Her first child, her son, was so full of darkness -
She could see it, she knew him, she loved him, and she could've taught him better if only he'd stayed -
Her first child, her son, was so full of darkness -
She could see it, she knew him, she loved him, and she could've taught him better if only he'd stayed -
"This leg's a lot longer," she calls, voice faint, after a little while. "Light's getting bigger."
"Kinda - curvy? Not straight lines like the rest of the wardrobe." Wardrobe, that's the word. "I'm gonna keep going."
Tug tug.
She won't hear Kaylee again for a while. The signals on the twine keep coming, though.
She reaches the light.
She called out to Vanessa one more time, before now, and Vanessa didn't answer. So she probably couldn't hear if she yelled from here.
The light is an opening in the wall, shaped more like something that grew that way than like something that was made intentionally or something that was broken. It looks out into - a forest in autumn.
She clambers through the hole.
From the other side, the hole is a gap in the bark of a hollow tree. It looks exactly like the shape as a gap in a hollow tree would look, from this side, though she didn't recognize the shape when light was shining through it into the dark.
She looks around.
That's a forest, all right. In autumn, which it isn't, and in the middle of the day, which it also isn't.
A great big bug floats through the air and comes to hover in front of her face. Not a frightening bug - it looks like it's an oversized lightning bug. And there is a tiny little person riding on it, with goldenrod skin and gleamingly black hair and a tiny little bow and arrow made out of a tiny little curve of wood and strung with gleaming silk, strung over her(?) back.
"Hello, giant!" the tiny little person calls out bravely. "These trees are the gathering-grounds of the honeysprite city of Dozen Leaves! I am a scout of Dozen Leaves and would like to know your business here!"
" - hello!" Kaylee says. She is thoroughly charmed, though she considers in the next moment that being thoroughly charmed by this person, who is asking basically reasonable and straightforward questions, just because they are tiny and little, is maybe condescending and prejudiced. "My name's Kaylee. I didn't know there was a forest here. I was following a passage through - what I suppose must have been a magic wardrobe - and it led to that tree - " she points. "Before now I hadn't believed in magic. I'm pretty - confused and astonished!"
"That tree is called Fool's Hollow, and the sprites who have entered it say its darkness goes on forever, and if you go too deep you will be trapped in the webs of wild spiders."
" - well, there were some spiderwebs in there," Kaylee says. "But - well, I just walked through them. I suppose if you're a fairy they'd be dangerous?"
It's hard to tell, but the tiny little person might be frowning bemusedly at her. "A fairy? Fairies don't exist. I'm a sprite."
"Oh, I'm sorry," Kaylee says. "Where I'm from there's no such thing as sprites or fairies. There's only humans - I suppose humans are my kind of giant."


*Action item*
Verbatim copy without pictures. Please print every entry as it stands.

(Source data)
++++++++++
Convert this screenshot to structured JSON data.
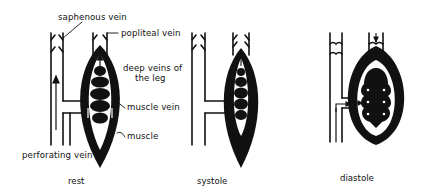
{
  "figure": {
    "panels": [
      {
        "id": "rest",
        "caption": "rest"
      },
      {
        "id": "systole",
        "caption": "systole"
      },
      {
        "id": "diastole",
        "caption": "diastole"
      }
    ],
    "labels": {
      "saphenous_vein": "saphenous vein",
      "popliteal_vein": "popliteal vein",
      "deep_veins_line1": "deep veins of",
      "deep_veins_line2": "the leg",
      "muscle_vein": "muscle vein",
      "muscle": "muscle",
      "perforating_vein": "perforating vein"
    },
    "colors": {
      "ink": "#111111",
      "background": "#ffffff"
    }
  }
}
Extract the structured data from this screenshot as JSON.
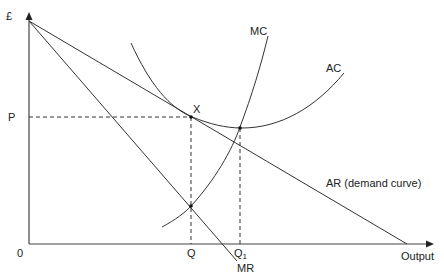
{
  "diagram": {
    "type": "monopoly long-run equilibrium (cost and revenue curves)",
    "axes": {
      "y_label": "£",
      "x_label": "Output",
      "origin_label": "0"
    },
    "curves": {
      "mc_label": "MC",
      "ac_label": "AC",
      "ar_label": "AR (demand curve)",
      "mr_label": "MR"
    },
    "points": {
      "x_label": "X",
      "price_label": "P",
      "quantity_label": "Q",
      "quantity1_label": "Q",
      "quantity1_subscript": "1"
    },
    "colors": {
      "lines": "#333333",
      "background": "#ffffff"
    }
  }
}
++++++++++
*Reply*
Convert this screenshot to structured JSON data.
{
  "figure": {
    "panels": [
      {
        "id": "rest",
        "caption": "rest"
      },
      {
        "id": "systole",
        "caption": "systole"
      },
      {
        "id": "diastole",
        "caption": "diastole"
      }
    ],
    "labels": {
      "saphenous_vein": "saphenous vein",
      "popliteal_vein": "popliteal vein",
      "deep_veins_line1": "deep veins of",
      "deep_veins_line2": "the leg",
      "muscle_vein": "muscle vein",
      "muscle": "muscle",
      "perforating_vein": "perforating vein"
    },
    "colors": {
      "ink": "#111111",
      "background": "#ffffff"
    }
  }
}
Extract the structured data from this screenshot as JSON.
{
  "diagram": {
    "type": "monopoly long-run equilibrium (cost and revenue curves)",
    "axes": {
      "y_label": "£",
      "x_label": "Output",
      "origin_label": "0"
    },
    "curves": {
      "mc_label": "MC",
      "ac_label": "AC",
      "ar_label": "AR (demand curve)",
      "mr_label": "MR"
    },
    "points": {
      "x_label": "X",
      "price_label": "P",
      "quantity_label": "Q",
      "quantity1_label": "Q",
      "quantity1_subscript": "1"
    },
    "colors": {
      "lines": "#333333",
      "background": "#ffffff"
    }
  }
}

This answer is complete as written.